Structure and activity of human mitochondrial peptide deformylase, a novel cancer target
Escobar-Alvarez, S., Goldgur, Y., Yang, G., Ouerfelli, O., Li, Y., Scheinberg, D.A.(2009) J Mol Biol 387: 1211-1228
- PubMed: 19236878 
- DOI: https://doi.org/10.1016/j.jmb.2009.02.032
- Primary Citation of Related Structures:  
3G5K, 3G5P - PubMed Abstract: 
Peptide deformylase proteins (PDFs) participate in the N-terminal methionine excision pathway of newly synthesized peptides. We show that the human PDF (HsPDF) can deformylate its putative substrates derived from mitochondrial DNA-encoded proteins. The first structural model of a mammalian PDF (1.7 A), HsPDF, shows a dimer with conserved topology of the catalytic residues and fold as non-mammalian PDFs. The HsPDF C-terminus topology and the presence of a helical loop (H2 and H3), however, shape a characteristic active site entrance. The structure of HsPDF bound to the peptidomimetic inhibitor actinonin (1.7 A) identified the substrate-binding site. A defined S1' pocket, but no S2' or S3' substrate-binding pockets, exists. A conservation of PDF-actinonin interaction across PDFs was observed.

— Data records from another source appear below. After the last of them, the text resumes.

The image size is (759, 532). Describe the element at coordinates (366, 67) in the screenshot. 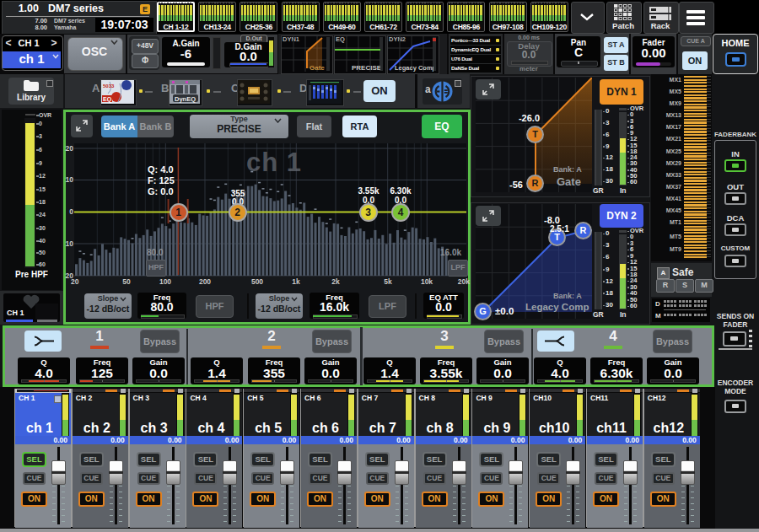

I see `svg-text: PRECISE` at that location.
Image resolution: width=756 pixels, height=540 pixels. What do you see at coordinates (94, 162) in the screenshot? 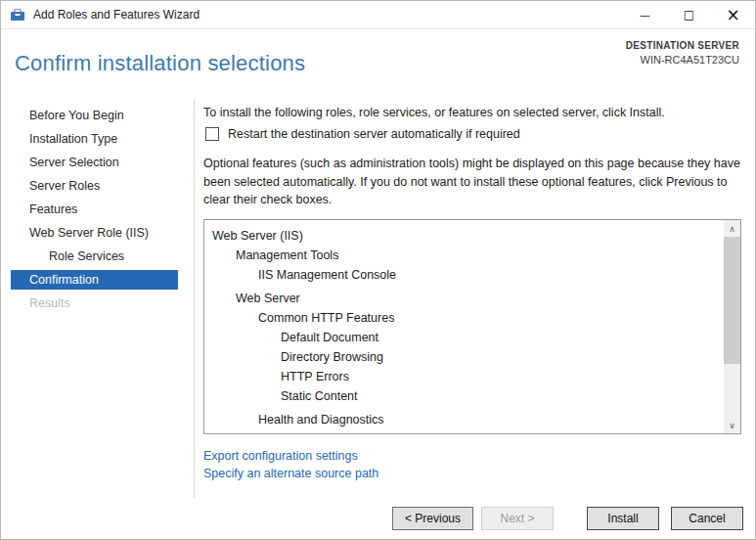
I see `step-server-selection: Server Selection` at bounding box center [94, 162].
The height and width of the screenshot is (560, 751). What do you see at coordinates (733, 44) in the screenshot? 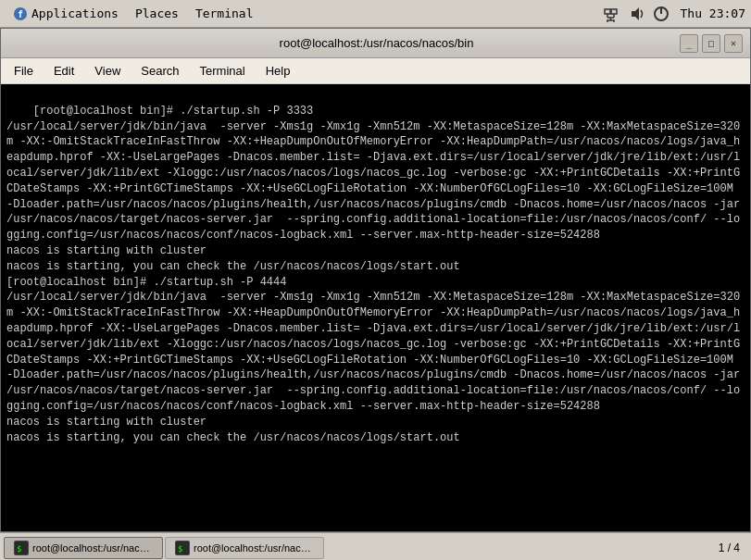
I see `close-button: ✕` at bounding box center [733, 44].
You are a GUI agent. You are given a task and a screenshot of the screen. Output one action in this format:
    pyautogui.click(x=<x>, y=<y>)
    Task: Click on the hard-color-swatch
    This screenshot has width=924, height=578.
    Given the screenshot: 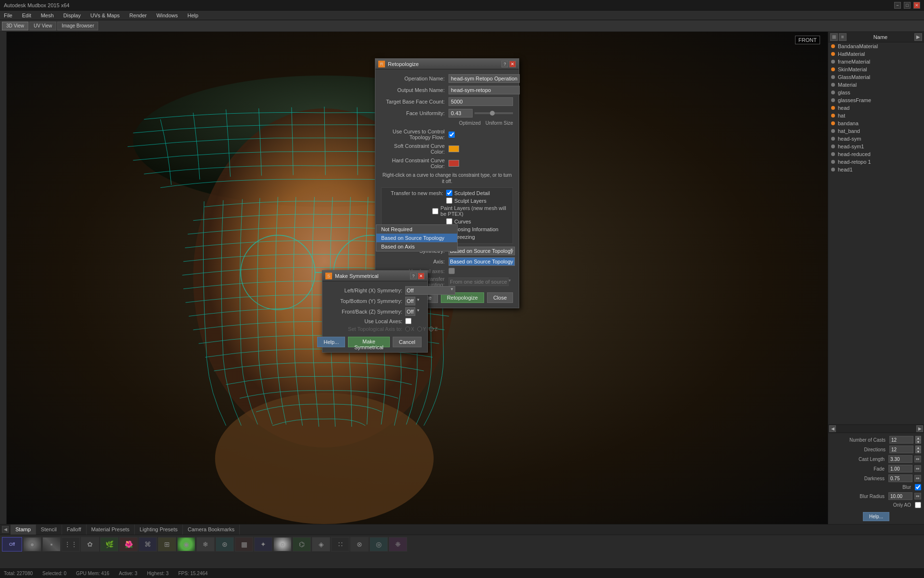 What is the action you would take?
    pyautogui.click(x=454, y=163)
    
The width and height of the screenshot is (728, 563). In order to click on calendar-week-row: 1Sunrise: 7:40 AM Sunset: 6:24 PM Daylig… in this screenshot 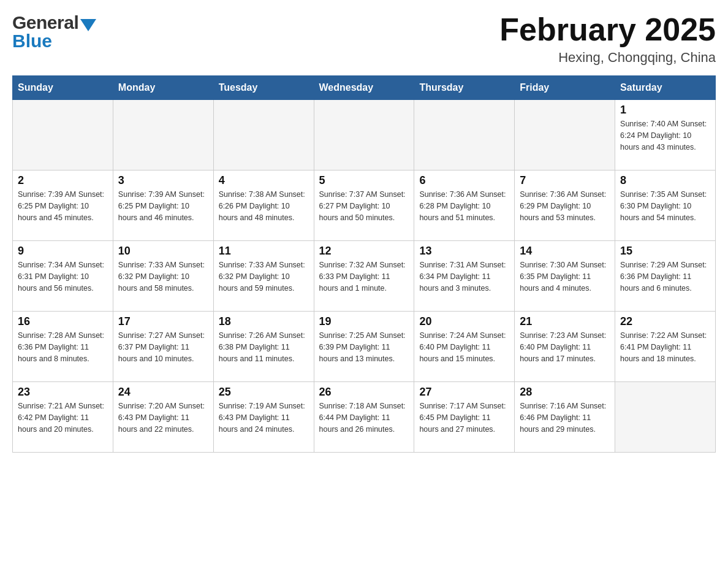, I will do `click(364, 135)`.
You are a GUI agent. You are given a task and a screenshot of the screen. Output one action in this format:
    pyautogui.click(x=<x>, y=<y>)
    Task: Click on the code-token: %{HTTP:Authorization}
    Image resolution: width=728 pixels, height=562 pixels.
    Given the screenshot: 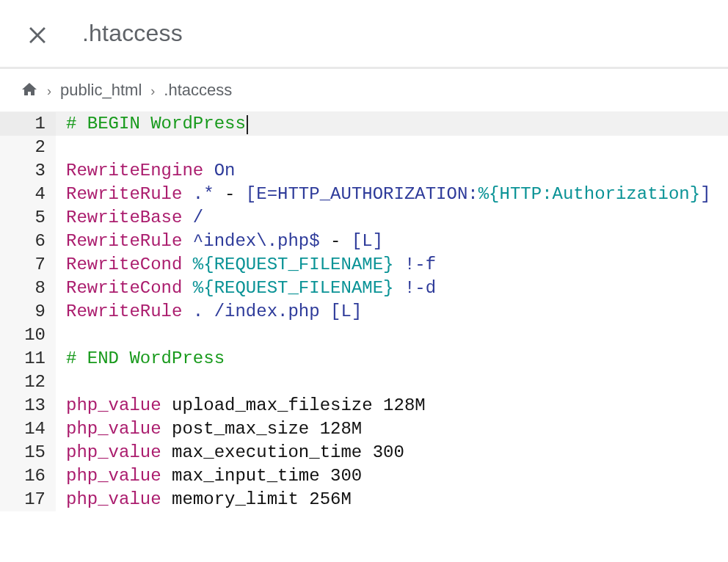 What is the action you would take?
    pyautogui.click(x=589, y=194)
    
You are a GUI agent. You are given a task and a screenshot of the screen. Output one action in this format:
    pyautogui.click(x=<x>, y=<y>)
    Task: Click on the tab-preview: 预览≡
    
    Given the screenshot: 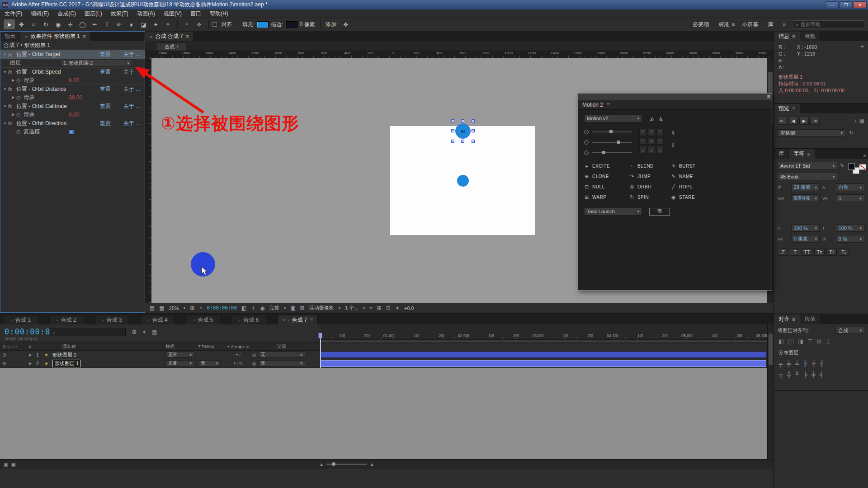 What is the action you would take?
    pyautogui.click(x=787, y=108)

Despite the lack of true S2' and S3' binding pockets, confirmed through peptide binding modeling, enzyme kinetics suggest a combined contribution from P2'and P3' positions of a formylated peptide substrate to turnover.
Organizational Affiliation: 
Molecular Pharmacology and Chemistry Program, Sloan-Kettering Institute, 415 E. 68th Street Zuckerman Z1941, New York, NY 10065, USA.